FC Tucson owner Brett Johnson announced Tuesday morning that he is selling Tucson’s USL League One soccer franchise. Coach Jon Pearlman has acquired the rights to FC Tucson’s name and logo, and will reintroduce FC Tucson next season as a USL League Two expansion franchise.
Pearlman will lead the USL League Two club’s ownership group while serving as the team’s president and technical director. Tucson businessman Jeff Arnold will be the club’s chairman.
It’s a return to “pre-professional” soccer for FC Tucson, which played from 2012-19 in the USL Premier Development League, which then became League Two.
Pearlman said Tuesday afternoon that the club intends to return to the professional ranks in the near future — provided it can find a viable long-term stadium. Pearlman plans to meet with representatives from Pima County to negotiate a stadium deal for 2023. FC Tucson has long played at the 3,200-seat Kino North Stadium, which is run by the county.
“We’ll get a deal done very quickly, and make it sustainable for us for the short term,” he said. “Obviously, we’d like something more for the long term.”
Johnson’s ownership group was “excited about” new stadium opportunities that didn’t come to fruition, Pearlman said. Pearlman believes there are “different ways to attack” a stadium deal, saying that he wants to look at all public and private options, existing stadiums and new construction, all while “using local Tucson people who have done it and developed here.”
FC Tucson’s women’s team will remain; so will FC Tucson Youth, the largest kids’ soccer club in the region. Tucson will continue to host Major League Soccer’s spring training, as it has for years.
But the move down from professional to pre-professional is significant. The annual cost to run a USL League One team is “a couple million dollars (compared) to a couple hundred thousand dollars” for a League Two club, Pearlman said. “It’s an extra zero, easy.”
The new USL League Two franchise will employ just a handful of full-time employees. League Two’s season is much shorter, running from May through August, and rosters consist mostly of college players.
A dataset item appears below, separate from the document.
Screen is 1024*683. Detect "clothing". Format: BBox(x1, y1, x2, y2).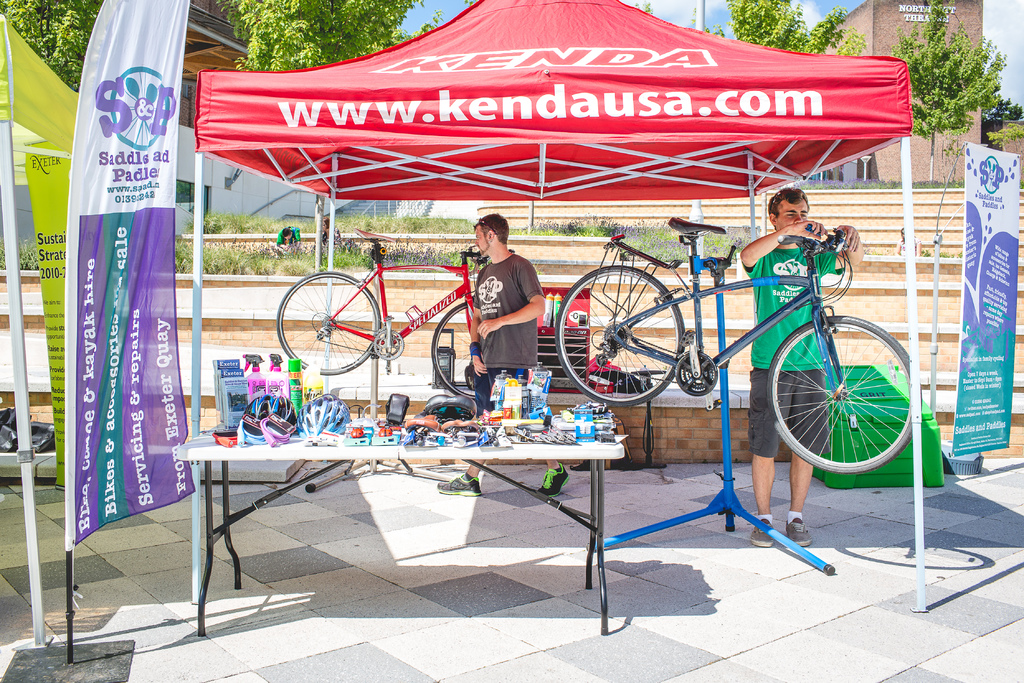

FC Tucson’s 2022 USL League One roster, by comparison, featured professional players from Mexico, Italy, Jamaica, Colombia, Nigeria, England, Argentina and Ghana, as well as former Major League Soccer player Donny Toia. The 2022 USL League One season ran from April 2-Oct. 15.
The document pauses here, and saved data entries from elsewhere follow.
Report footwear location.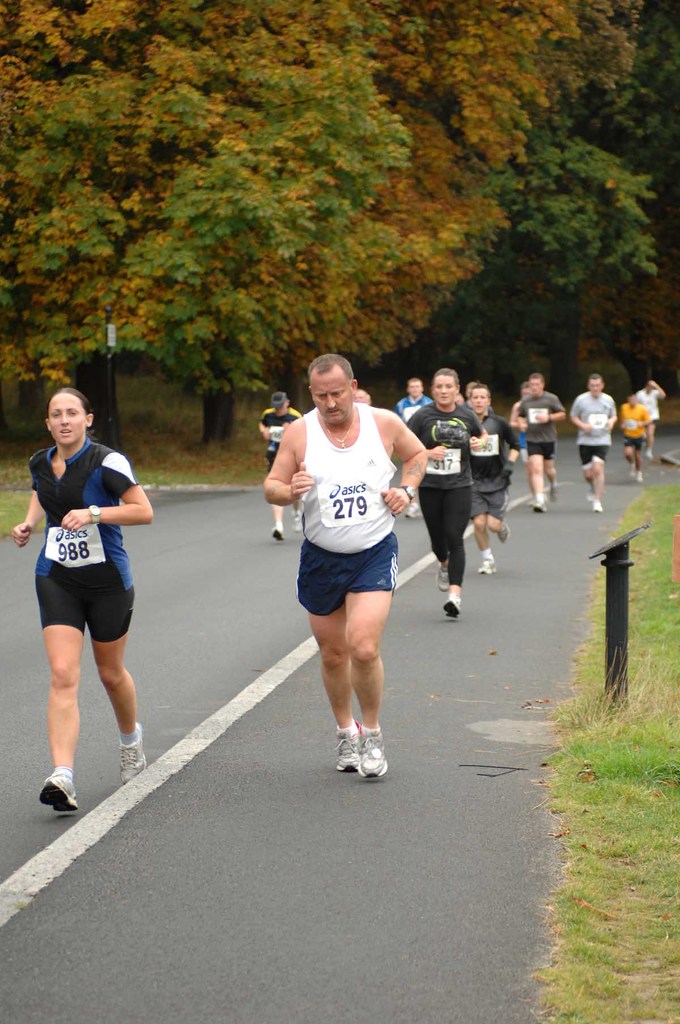
Report: [533,502,546,513].
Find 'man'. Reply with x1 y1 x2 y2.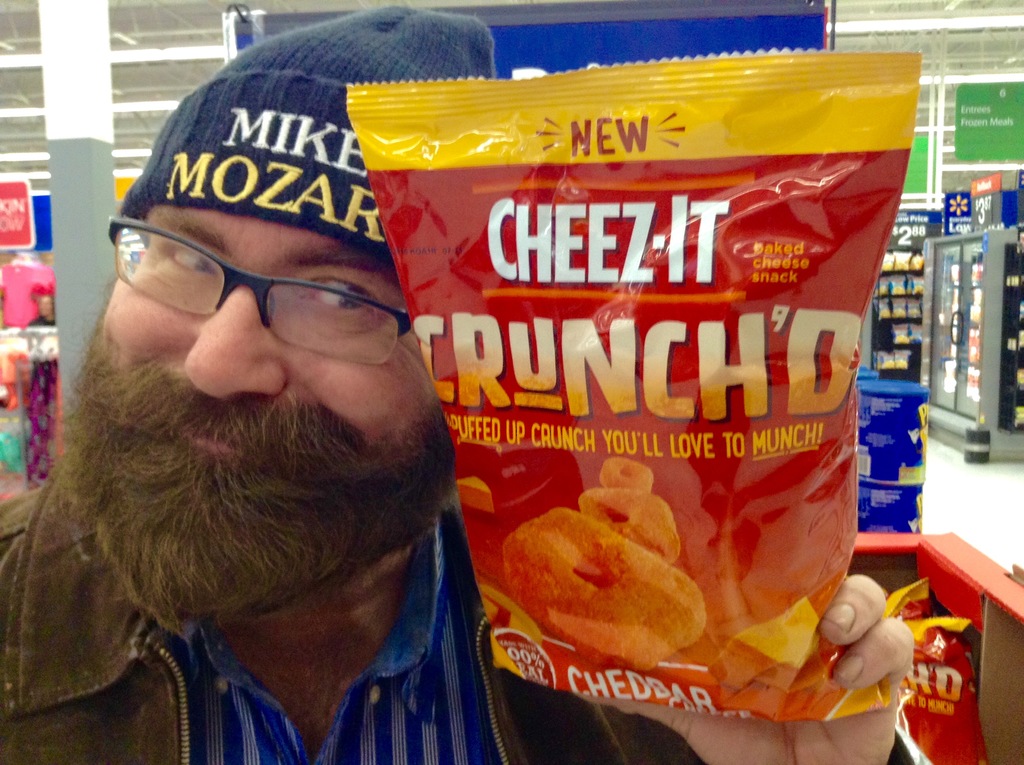
0 0 937 764.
It’s why Pearlman called Tuesday “a bittersweet day.” FC Tucson joined the professional ranks in 2019, serving as a feeder to Phoenix Rising FC of USL Championship before becoming independent. Tucson made the League One semifinals in 2021 after Pearlman was promoted from assistant coach to head coach at midseason.
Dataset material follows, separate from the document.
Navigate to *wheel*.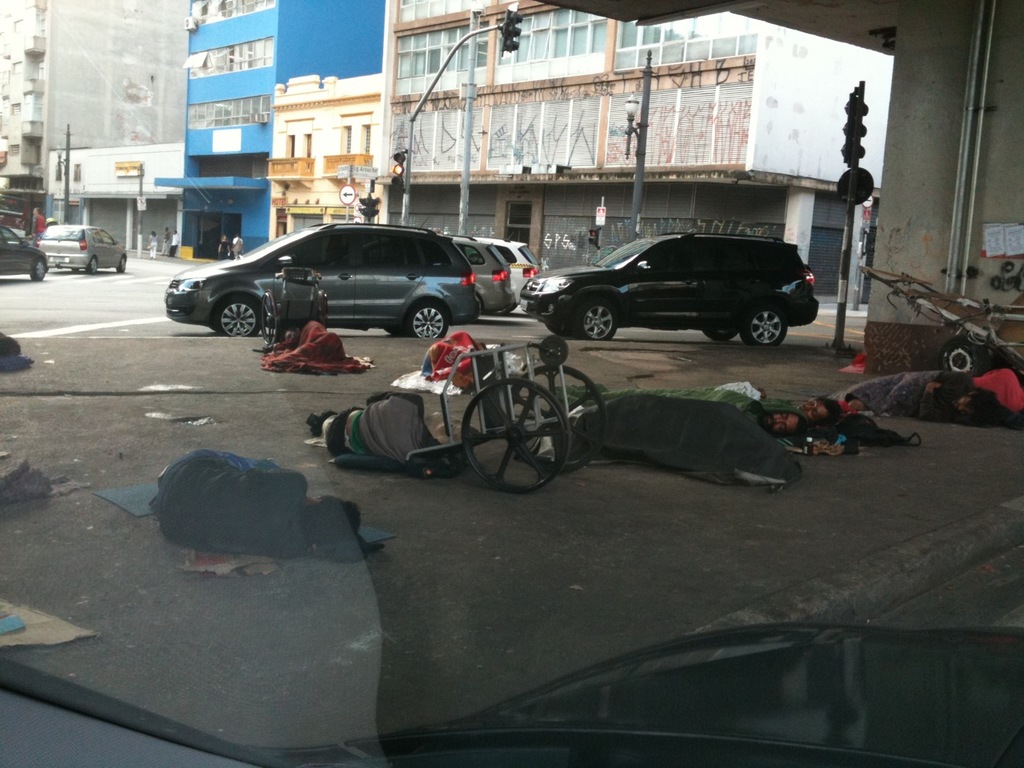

This year’s club finished 8-14-8; its home season was marred by multiple lengthy weather delays, some of which forced fans from the stadium entirely.
“We didn’t want to spend any years out of professional (soccer),” Pearlman said. He called the move to USL League Two necessary if the club is going “to come back stronger and smarter and more successful.”
Johnson said Pearlman and his co-owners will be “excellent stewards of FC Tucson and everything we love about it.” He called selling the USL League One franchise a logical step so he can focus his “time, attention and capital” to his other holding, a USL Championship expansion team based in Rhode Island.
The USL League One team is the latest pro franchise to either move or fold, following hockey’s Gila Monsters and Scorch, softball’s Heat and baseball’s Sidewinders and Padres. And while Pearlman’s decision to buy FC Tucson’s name and logo may seem rare, it’s happened in Tucson before.
Former Sidewinders owner Jay Zucker bought the rights to the old Tucson Toros’ name and logo and reintroduced the club as part of the Golden Baseball League in 2009. The re-imagined team lasted two seasons.
Pearlman is confident that the new FC Tucson is built for a longer stay.